The Girl heaved a troubled sigh. Her fears for him were still on edge.

Then, with a nervous start, she asked:

"Did he call?"

"No. He'll--he'll warn me," Johnson told her unsteadily.

"Oh, every day that dawns I'll wait for a message from you. I'll feel you wanting me. Every night I'll say to-morrow, and every to-morrow I'll say to-day . . . Oh, you've changed the whole world for me! I can't let you go, but I must, d.i.c.k, I must . . ." And bursting into tears, she buried her face on his shoulder, repeating piteously, between shaking sobs, "Oh, I'm so afraid,--I'm so afraid!"

He held her close, the strength of his arms around her rea.s.suring her silently. "Why, you mustn't be afraid," he said in tones that were almost steady. "In a few minutes I'll be quite free, and then--"

"An' you'll make a little home for me when you're free--soon--will you?"

asked the Girl, with a wan smile dawning on her trembling lips. She was drying her eyes and did not see how the light died out of the man's face, as he gazed down at her hungrily, hopelessly. This time he could not trust himself to speak, but merely nodded "yes."

"A strange feelin' has come over me," went on the Girl, brokenly, "a feelin' to hold you--to cling to you--not to let you go. Somethin' in my heart keeps sayin', 'Don't let him go!'"

Johnson felt his knees sagging oddly beneath him. The Girl's sure instinct of danger, the piteousness of their case, were making a coward of him. He tore himself from her in a panic desire to go while he still had the manhood to play his part to the end; then suddenly broke down completely, and with his face buried in his hands, sobbed aloud.

"Why, Girl," he managed to say, brokenly, "it's been worth--the whole of life just--to know you. You've brought me nearer Heaven,--you, to love a man like me!"

"Don't say that, Oh, don't say that," she hastened to say with a great tenderness in her voice. "S'pose you was only a road agent an' I was a saloon keeper. We both came out o' nothin' an' we met, but through lovin' we're goin' to reach things now--that's us. We had to be lifted up like this to be saved."

Johnson tried to speak, but the words would not come. It was, therefore, with a feeling of relief that, presently, he heard Nick at the door, saying, "It's all clear now."

Johnson wheeled round, but Nick had flown. Turning once more to the Girl, he said with trembling lips:

"Good-bye!"

The Girl's face wore a puzzled look, and she told him that he acted as if they were never going to meet again.

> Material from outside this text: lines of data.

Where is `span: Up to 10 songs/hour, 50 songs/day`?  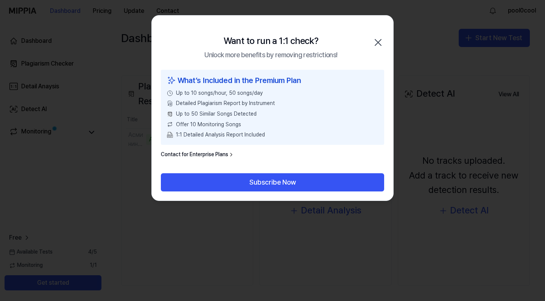
span: Up to 10 songs/hour, 50 songs/day is located at coordinates (219, 93).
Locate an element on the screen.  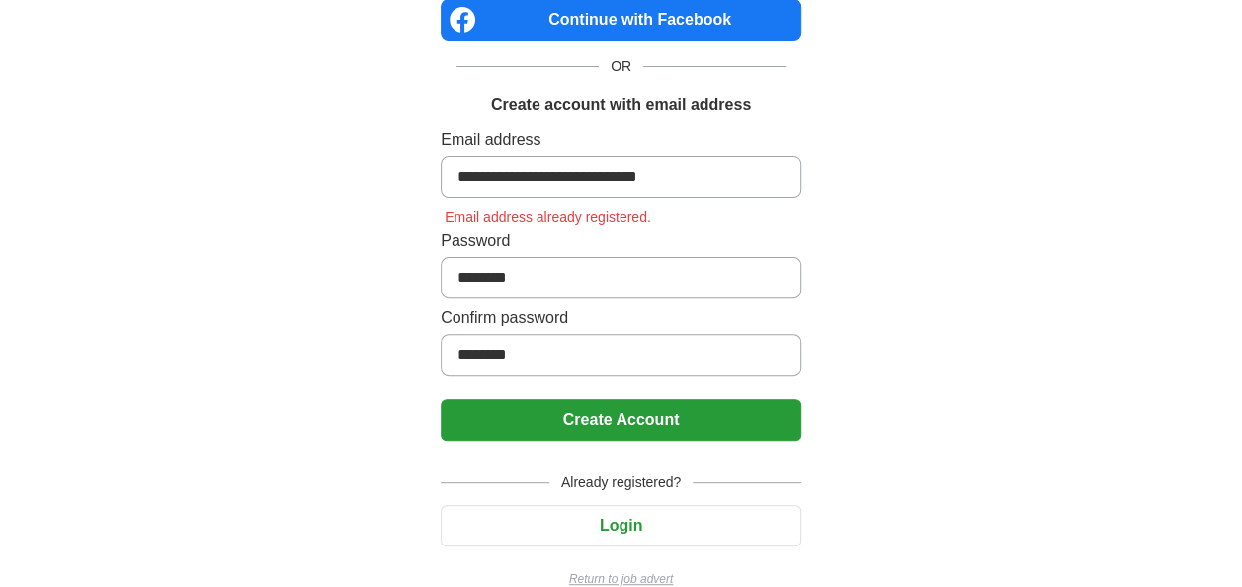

"An' we are, we are, ain't we?" she questioned eagerly.

A faint little smile hovered about the corners of the road agent's mouth when presently he answered:

"Why, surely we are . . ."

His words cleared her face instantly.

"I want you to think o' me here jest waitin'," she said. "You was the first--there'll never be anyone but you. Why, you're the man I'd want sittin' across the table if there was a little kid like I was playin'

under it. I can't say no more 'n that. Only you--you will--you must get through safe an' come back--an' well, think o' me here jest waitin', jest waitin', waitin' . . ."

At these words a tightness gripped the man's throat, and in the silence that followed the tears ran steadily down his cheeks.

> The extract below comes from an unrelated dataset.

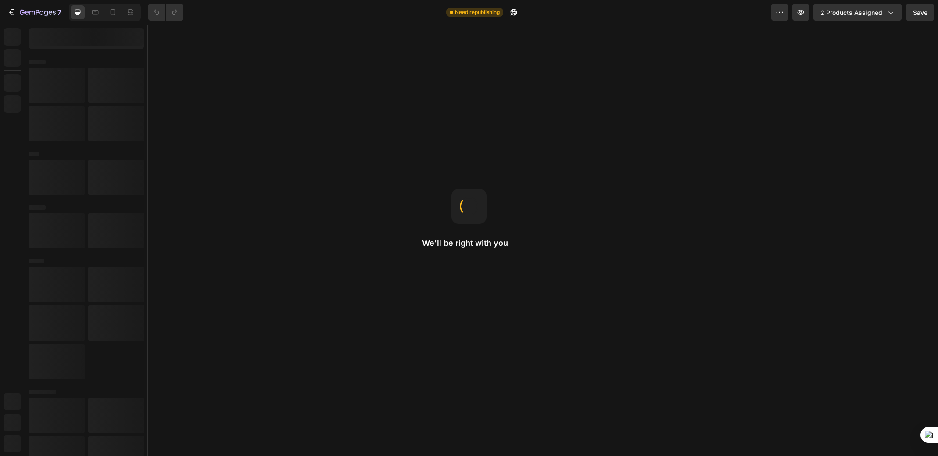  I want to click on div: Undo/Redo, so click(165, 12).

"Oh, Girl, Girl," at last he said, "that first night I went to your cabin I saw you kneeling, praying. Say that in your heart again for me now. Perhaps I believe it--perhaps I don't . . . I hope I do--I want to--but say it, say it, Girl, just for the luck of it--say it . . ."

Quickly the Girl crossed herself, and while she sent a silent prayer to Heaven Johnson knelt at her knees, his head bowed low.

"G.o.d bless you," he murmured when the prayer was finished and arose to his feet; then bending over her hand he touched it softly with his lips.

"Good-bye!" he said chokingly and started for the door.

"Good-bye!" came slowly in return, her face no less moist than his.

Presently she murmured like one in a dream: "d.i.c.k, d.i.c.k!"